Pie Town Pie Festival Prep Time—Rolling In Dough

kids games to keep them out of the pieFancy new stove to install that for some reason couldn't have been done and tested ahead of time. Two of us working on it took several hours to get the old one out, new one in, plumbing required moving gas pipes. Install instructions did not clearly say that the stove was OEM for NG and none of the conversion parts included were labeled LP so that was at least a half hour delay reading the steps to discern which. In the end we gave up and turned on the gas. Blowtorch flames and lots of yellow were the major clews that we needed; conversion necessarily followed. In the meantime pies were piling up.

Once into the conversion process the instructions were clear and concise. I even learnt a new trick: wrap a sliver of masking tape around the end of a socket wrench and tuck it into the socket to hold a nut just so whilst lowering it into a deep well...
A monkey on the bars.
Oven working, pies baking, twelve at a load, in the new convection oven. Shifted gears to move trays of pies to and fro to other ovens in two adjacent churches. The most difficult task of the day was holding off the crotchety know-it-all grandmothers who kept insisting they had to periodically open the new oven and rotate and shuffle the pies for even browning. Not necessary with this oven my dear. This oven is magic.

Finally back to The...Inn at about 21 o'clock. Pie for supper. By the time I put away tools and forgot the weather I had all I could do to get the cat in and stay awake long enough to undress and brush teeth before bed way late at 22h.

Then there was The Pie Festival. The 34th Annual. Bigger this year than last. This year I was more of a spectator than a participant. At the Festival on saturday I stayed out around the edges, people watching, shopping for trinkets, cleaning up after, hobnobbing with guests and friends and trail-riders at The Toaster House.

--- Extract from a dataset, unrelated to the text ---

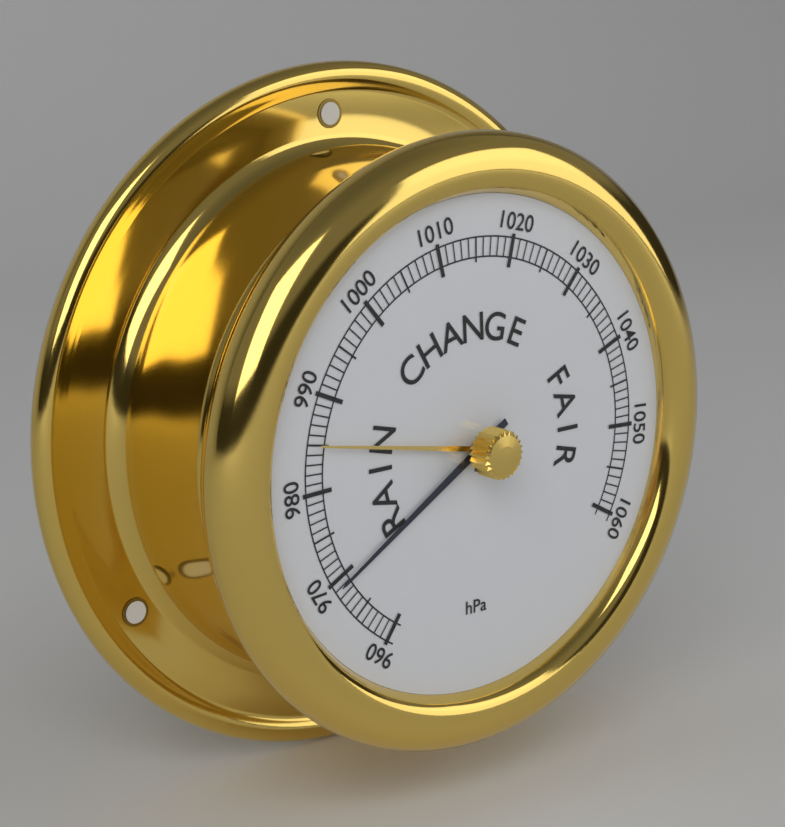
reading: 969 hPa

Now there are dishes to do...

And a few more pies to bake.

39f here this morning. Heat on.




Be Well, Do Good, and Please Write.

Love, ajo

front page trailerI do not know what I may appear to the world; but to myself I seem to have been only like a boy playing on the seashore, and diverting myself in now and then finding a smoother pebble or a prettier shell than ordinary, whilst the great ocean of truth lay all undiscovered before me.